PUBLIC LANDS.
Washington City, Nov. 18.
An interesting document was transmitted by the Secretary of the Treasury to the Senate, in pursuance of a resolution of that house at the late Session, containing a body of information on the subject of the lands of the United States purchased from the Indians; the quantity sold; for how much sold, &c. &c. The sums which have been paid, and remain to be paid under Treaties made with the Indian tribes, to indemnify them for cessions of lands to the United States is 2,542,916 dollars. The expense of surveying the Public Lands, from 4th of March, 1789 to 31st December, 1819, has been 4,243,632 dollars. The whole quantity of land which has been sold by the United states, as well before as since the opening of the Land Offices, up to, 30th September, 1819, is 20,138,482 acres; and the amount for which it has been sold is 45,098,696 dollars. Of this amount, 22,229,180 dollars had been paid, and 22,000,657 remained to be paid, at the close of Sept. 1819. The quantity of lands surveyed in the several Land Office Districts is 72,805,092 acres, whereof 13,601,930 acres have been sold, leaving 54,203,162 acres unsold. The quantity surveyed for military bounty lands, is 12,315,360 acres. The whole quantity of land purchased from the Indians by the various treaties and cessions is estimated at 191,978,536 acres.
Extracts from the last Edinburgh Review.
"Mr. Lewis Burckhardt was a young Swiss, employed by the African Association to make discoveries in that country. He is recently dead; and the society are now publishing the result of his labours. Thoroughly aware that a great part of the failures of African discoveries proceeded from their want of previous education in the customs, manners, and languages of the east, Mr. Burckhardt prepared himself, by the study of Arabic, by a residence of six years in Syria and Egypt, by journies in Nubia, Palestine, in Arabia, and in the countries between Egypt and the Red sea, for his great purpose of penetrating into the heart of Africa. His knowledge of Arabic and the Koran, were so great, that after the severest examination by doctors of the Mohammedan law, appointed for that express purpose by Mohammed Ali, pacha of Egypt, he was pronounced to be not only a real, but a very learned Mohammedan. But as his skill in oriental manners and languages improved, his constitution became impaired; and he became as last the victim of a tour in Arabia: dying better qualified than any traveller hitherto employed by the association for the purpose of discovery in Africa."
"Some of his excursions were very unfortunate—twice, in spite of solemn bargains with shekhs and high blooded Arabs, he is deserted and pillaged in the desert. In one of these instances, the robbers leave him nothing but his breeches. These he thought tolerably secure; but he was not yet sufficiently acquainted with the manners and customs of the east. A female Arab met him with these breeches; and a very serious conflict for them ensued between the parties. The association have not stated the result.
"We are much struck by the perpetual miseries to which this traveller is subjected. In all his journies, he seems kick'd and cuff'd by the whole party, and subjected to the grossest contempt and derision, for the appearance of poverty he always thought it prudent to assume. His system was, that the less display of wealth a man makes in the east the safer he is. This may be true enough in general; but when he travelled with a caravan containing merchants who had ten or twelve camels, and twenty or thirty slaves each, he might surely have ventured on the display of one camel, and one or two slaves; for in one journey he travels upon an ass, without a slave; and in consequence his own wood to cut, his water skins to fill, and his supper to dress. He receives as much respect, therefore, as a man would do who was to rub down his own horse in England; and is well nigh overpowered by the great and unnecessary fatigues to which this violent economy subjects him. We do not remember that other travellers in Africa, proceeding with caravans, have found it necessary to affect such an extreme state of pauperism; and Mr. Burckhardt himself admits, that Ali Bey, the pretended Arabian, penetrated every where in the east by the very opposite system of magnificence and profusion, even though he was suspected not to be a Mussulman by the natives themselves."
"In his visit to the peninsula of Mount Sinai, Mr. Burckhardt meets with a substance which he considers to be the same as the manna mentioned in the books of Moses.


§ PROBLEM STATEMENT
Pick each line containing the word "сипучі" out of the data below.
[[ RECORDS TO PROCESS, beginning ]]
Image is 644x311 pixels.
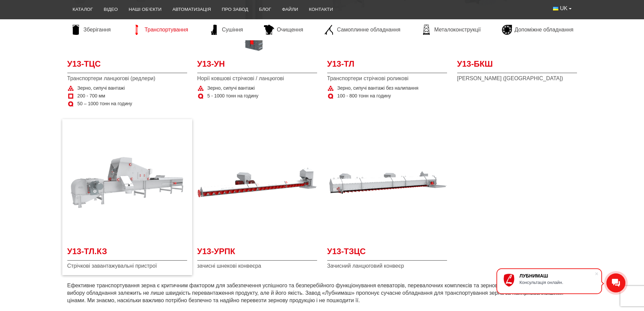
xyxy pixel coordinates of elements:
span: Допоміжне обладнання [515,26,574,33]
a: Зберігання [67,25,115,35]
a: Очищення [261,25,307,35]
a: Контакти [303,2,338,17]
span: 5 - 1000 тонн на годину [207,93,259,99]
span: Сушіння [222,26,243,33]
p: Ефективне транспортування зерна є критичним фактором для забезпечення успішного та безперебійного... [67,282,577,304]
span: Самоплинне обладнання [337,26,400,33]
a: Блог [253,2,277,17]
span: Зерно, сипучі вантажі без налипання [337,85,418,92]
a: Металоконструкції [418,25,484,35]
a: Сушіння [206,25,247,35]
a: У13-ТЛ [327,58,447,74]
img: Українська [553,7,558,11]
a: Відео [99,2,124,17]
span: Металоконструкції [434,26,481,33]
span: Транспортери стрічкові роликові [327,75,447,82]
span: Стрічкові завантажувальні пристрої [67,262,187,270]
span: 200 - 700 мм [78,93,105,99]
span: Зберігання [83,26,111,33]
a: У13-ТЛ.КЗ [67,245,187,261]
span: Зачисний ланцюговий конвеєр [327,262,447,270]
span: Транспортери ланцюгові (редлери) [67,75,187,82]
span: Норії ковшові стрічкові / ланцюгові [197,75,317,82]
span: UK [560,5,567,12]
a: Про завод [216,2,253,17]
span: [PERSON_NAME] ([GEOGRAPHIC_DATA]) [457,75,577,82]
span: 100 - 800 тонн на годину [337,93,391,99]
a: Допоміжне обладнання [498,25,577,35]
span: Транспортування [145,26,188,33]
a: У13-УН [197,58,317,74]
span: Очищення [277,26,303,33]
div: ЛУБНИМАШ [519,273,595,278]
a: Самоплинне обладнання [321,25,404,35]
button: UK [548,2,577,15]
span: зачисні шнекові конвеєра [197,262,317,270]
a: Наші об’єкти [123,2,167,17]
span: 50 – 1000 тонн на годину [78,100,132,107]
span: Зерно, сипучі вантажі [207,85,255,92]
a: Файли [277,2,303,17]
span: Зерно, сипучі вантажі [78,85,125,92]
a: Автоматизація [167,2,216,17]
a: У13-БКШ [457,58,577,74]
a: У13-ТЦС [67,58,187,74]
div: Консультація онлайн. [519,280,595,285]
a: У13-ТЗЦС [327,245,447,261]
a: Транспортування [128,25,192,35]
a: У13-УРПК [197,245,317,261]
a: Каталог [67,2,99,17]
[[ RECORDS TO PROCESS, end ]]
[[ RECORDS TO PROCESS, beginning ]]
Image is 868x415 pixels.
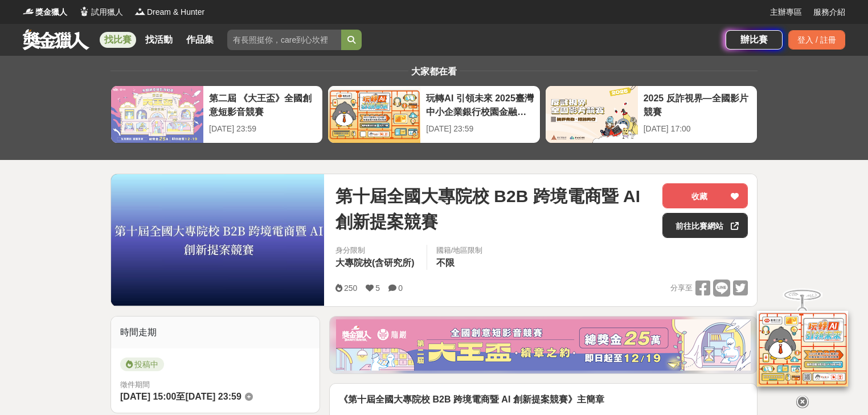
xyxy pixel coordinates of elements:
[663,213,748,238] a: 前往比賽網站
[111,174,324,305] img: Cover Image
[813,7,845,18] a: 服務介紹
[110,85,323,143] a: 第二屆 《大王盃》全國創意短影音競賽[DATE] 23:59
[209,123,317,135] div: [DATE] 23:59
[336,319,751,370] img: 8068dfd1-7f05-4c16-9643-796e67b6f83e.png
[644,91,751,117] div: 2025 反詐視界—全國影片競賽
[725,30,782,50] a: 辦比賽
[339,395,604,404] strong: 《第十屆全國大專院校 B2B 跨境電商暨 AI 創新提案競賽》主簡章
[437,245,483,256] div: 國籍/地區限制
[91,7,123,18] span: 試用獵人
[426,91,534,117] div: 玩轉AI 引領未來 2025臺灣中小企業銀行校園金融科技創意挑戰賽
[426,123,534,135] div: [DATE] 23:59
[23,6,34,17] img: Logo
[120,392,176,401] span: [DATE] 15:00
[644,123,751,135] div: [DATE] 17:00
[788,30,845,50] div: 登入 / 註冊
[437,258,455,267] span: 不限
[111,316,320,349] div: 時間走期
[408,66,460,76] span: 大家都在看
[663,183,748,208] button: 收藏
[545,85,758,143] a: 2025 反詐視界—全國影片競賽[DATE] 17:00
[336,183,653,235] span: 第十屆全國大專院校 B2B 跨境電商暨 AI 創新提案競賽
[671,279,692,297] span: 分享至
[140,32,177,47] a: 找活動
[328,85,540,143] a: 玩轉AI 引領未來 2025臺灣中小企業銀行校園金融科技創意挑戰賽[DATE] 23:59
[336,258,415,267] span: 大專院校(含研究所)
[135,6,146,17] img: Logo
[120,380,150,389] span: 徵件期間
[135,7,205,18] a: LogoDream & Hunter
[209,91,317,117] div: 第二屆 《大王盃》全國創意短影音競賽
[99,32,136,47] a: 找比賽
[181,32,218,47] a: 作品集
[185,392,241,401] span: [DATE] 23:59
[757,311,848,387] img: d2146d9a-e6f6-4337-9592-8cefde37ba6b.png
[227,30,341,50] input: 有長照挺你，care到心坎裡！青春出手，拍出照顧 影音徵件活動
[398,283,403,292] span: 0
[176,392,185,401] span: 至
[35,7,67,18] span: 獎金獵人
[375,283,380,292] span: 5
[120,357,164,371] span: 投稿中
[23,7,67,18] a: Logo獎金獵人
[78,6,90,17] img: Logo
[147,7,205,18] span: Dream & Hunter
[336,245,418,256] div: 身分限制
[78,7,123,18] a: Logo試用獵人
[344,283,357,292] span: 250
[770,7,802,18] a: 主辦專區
[[ RECORDS TO PROCESS, end ]]
§ ANSWER TO THE PROBLEM
span: Зерно, сипучі вантажі без налипання [337,85,418,92]
span: Зерно, сипучі вантажі [207,85,255,92]
span: Зерно, сипучі вантажі [78,85,125,92]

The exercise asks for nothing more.